Dealer absorption follows a clear maturity gradient: 62% of Bills, 38% of short coupons (2–3Y), 30% of belly (5–7Y), 27% of long bonds (10–30Y), and just 24% of TIPS.
This is consistent with dealers acting as short-duration warehouses with high turnover. The maturity-bucket panel with bucket and week fixed effects confirms within-week cross-sectional variation in absorption patterns.
Quarterly refunding weeks (containing 10Y + 30Y package) show +$11.2B inventory change vs −$0.3B in ordinary weeks (p<0.001, Welch's t-test). Refunding weeks also have higher supply but lower bid-to-cover (3.02 vs 3.17).
Explore the full 2013–2026 weekly time series. Bridge episodes (red markers) cluster during periods of heavy supply and stress. Hover for details, drag to zoom.
Jordà-style local projections estimate the dynamic response of cumulative dealer inventory change to ex ante supply shocks at horizons h = 0…12 weeks.
cum_Δinvt,t+h = αh + βh·shockt + θh·shockt×soft_demandt-1 + Γh·Xt-1 + ut+hMaturity-bucket panel with bucket and week fixed effects, exploiting within-week cross-sectional variation across the yield curve.

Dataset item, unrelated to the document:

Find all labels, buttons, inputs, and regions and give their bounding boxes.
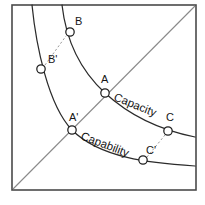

Δpositionb,t = αb + τt + β·supplyb,t + θ·supply × soft_demandb,t-1 + εb,tDescriptive OLS with HC1 robust standard errors. Extended specification includes SOMA changes, bank holdings, and time trend as controls.
Bridge episodes flag weeks of unusually large dealer absorption using only backward-looking information.
Extended bridge regression with HC1 heteroskedasticity-robust standard errors (n = 673, R² = 0.168). Dependent variable: weekly dealer inventory change ($M).
| Variable | Coefficient | Std. Error | t-stat | p-value |
|---|
*** p<0.001, ** p<0.01, * p<0.05. HC1 robust standard errors. All monetary values in millions USD.
All data is publicly available from U.S. federal agencies. The pipeline fetches, harmonizes, and merges five sources into an 846-week auction-week panel with 33 columns.
Treasury issuance has grown from $5.9T (2013) to over $30T annually (2025), while dealer allotment share has fallen from 70% to 37%. Bridge episodes are becoming more frequent and larger.
| Year | Auctions | Awarded ($B) | Dealer Share | Avg Inventory ($M) | Bridge Episodes |
|---|
Risk-off periods (high auction tails) show the highest bridge episode frequency at 17.0% vs 11.2% baseline. QT periods identified from Fed announcement dates (Oct 2017, Jun 2022, ending Dec 2025).
After bridge episodes, excess detrended inventory decays with a half-life that is now estimated on abnormal inventory (removing the secular $98B→$500B trend). The detrended R² is substantially higher than the raw estimate.
A compact near-term monitor for the next 1–4 auction weeks. Scores combine recent bridge intensity, weak-end-investor absorption, and the size mix of scheduled supply into a transparent 0–1 pressure scale.
composite_pressure_score = 0.40 × supply_size_score + 0.20 × bill_share_score + 0.20 × recent_bridge_rate + 0.20 × recent_weak_demand_rate
low is below 0.33, medium is 0.33 to below 0.66, and high is 0.66 or above.
| Week | Ahead | Offering ($B) | Supply | Bill Share | Recent Bridge | Recent Weak Demand | Score | Category |
|---|
pressure_monitor data is written into site/data/bidbridge.json.